(EXERCISE)
Go through the listing below and report how many lines contain the word "Contact"; write no other words.

(RECORDS TO PROCESS)

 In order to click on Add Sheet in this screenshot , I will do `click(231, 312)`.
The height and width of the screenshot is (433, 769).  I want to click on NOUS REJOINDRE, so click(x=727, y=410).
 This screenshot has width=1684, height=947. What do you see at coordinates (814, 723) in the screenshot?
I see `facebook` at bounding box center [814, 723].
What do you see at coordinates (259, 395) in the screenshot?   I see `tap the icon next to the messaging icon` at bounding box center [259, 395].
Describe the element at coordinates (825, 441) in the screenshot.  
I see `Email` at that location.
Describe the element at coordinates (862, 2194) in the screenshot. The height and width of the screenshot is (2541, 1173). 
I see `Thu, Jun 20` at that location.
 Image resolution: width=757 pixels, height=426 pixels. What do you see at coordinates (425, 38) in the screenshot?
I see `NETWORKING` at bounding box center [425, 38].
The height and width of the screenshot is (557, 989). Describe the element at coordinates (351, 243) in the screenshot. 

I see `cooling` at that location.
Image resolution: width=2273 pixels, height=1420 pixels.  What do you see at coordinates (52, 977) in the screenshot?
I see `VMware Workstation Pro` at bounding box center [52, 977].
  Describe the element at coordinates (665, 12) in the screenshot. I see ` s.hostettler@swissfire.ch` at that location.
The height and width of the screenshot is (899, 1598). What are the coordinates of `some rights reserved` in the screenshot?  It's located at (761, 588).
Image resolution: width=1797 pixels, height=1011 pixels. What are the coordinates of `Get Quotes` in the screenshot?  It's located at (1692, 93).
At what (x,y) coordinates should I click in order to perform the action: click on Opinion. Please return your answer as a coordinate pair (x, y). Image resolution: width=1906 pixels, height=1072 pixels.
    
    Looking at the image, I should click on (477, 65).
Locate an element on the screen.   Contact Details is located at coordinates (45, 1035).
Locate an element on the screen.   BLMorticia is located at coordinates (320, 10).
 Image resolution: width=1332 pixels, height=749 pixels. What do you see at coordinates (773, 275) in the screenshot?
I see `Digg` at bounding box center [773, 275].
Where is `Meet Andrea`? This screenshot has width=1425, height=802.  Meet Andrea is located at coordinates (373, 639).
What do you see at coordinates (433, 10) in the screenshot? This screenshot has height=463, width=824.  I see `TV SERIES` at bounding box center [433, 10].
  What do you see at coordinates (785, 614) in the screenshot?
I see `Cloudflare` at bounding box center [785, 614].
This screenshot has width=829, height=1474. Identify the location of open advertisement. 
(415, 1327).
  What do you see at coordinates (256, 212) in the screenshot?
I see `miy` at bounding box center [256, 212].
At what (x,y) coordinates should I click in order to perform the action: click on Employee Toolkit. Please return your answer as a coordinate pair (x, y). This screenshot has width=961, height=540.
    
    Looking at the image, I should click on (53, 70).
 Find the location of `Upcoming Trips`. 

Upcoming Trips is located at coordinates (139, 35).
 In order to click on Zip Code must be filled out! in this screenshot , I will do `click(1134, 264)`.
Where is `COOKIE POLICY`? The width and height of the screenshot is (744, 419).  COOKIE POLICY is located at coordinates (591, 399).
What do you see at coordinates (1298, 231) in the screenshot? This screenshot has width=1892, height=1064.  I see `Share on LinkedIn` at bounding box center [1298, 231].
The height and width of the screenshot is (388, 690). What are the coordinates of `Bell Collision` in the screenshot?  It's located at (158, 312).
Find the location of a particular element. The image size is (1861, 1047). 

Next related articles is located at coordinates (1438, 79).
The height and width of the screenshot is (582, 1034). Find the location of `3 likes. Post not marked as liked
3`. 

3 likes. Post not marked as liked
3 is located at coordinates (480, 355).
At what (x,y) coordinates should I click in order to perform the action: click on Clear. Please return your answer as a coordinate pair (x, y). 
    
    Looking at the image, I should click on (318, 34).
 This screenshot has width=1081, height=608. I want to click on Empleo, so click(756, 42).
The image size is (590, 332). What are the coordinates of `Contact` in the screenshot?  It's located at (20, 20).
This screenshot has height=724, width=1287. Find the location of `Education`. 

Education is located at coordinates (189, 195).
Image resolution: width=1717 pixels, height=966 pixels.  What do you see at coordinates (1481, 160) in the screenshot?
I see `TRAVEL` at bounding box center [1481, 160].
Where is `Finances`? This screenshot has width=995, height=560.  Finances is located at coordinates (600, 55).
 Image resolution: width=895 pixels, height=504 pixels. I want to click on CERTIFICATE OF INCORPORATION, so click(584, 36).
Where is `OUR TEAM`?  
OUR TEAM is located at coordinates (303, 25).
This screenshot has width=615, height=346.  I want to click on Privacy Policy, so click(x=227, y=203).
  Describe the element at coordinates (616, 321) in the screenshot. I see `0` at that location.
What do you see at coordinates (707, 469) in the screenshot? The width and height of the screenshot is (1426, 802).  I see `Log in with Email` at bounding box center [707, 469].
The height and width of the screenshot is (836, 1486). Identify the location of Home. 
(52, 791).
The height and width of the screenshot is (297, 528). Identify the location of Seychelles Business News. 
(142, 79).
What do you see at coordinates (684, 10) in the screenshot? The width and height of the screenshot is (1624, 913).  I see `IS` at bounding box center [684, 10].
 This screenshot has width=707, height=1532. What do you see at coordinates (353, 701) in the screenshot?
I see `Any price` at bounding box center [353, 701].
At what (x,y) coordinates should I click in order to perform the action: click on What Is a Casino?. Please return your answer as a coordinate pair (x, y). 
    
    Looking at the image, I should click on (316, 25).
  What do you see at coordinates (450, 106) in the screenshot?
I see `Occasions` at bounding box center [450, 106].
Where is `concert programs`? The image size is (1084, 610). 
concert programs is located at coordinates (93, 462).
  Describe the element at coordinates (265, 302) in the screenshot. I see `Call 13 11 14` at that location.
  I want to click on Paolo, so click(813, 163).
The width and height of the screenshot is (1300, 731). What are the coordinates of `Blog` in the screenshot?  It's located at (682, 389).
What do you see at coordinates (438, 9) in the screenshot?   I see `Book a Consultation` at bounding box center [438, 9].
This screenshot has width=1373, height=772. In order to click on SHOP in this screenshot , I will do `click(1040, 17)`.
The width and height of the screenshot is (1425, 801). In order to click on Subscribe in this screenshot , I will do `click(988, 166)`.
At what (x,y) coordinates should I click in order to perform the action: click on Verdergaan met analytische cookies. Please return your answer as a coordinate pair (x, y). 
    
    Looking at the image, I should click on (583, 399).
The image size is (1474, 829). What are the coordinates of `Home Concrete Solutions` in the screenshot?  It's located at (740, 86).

(TASK OUTPUT)
2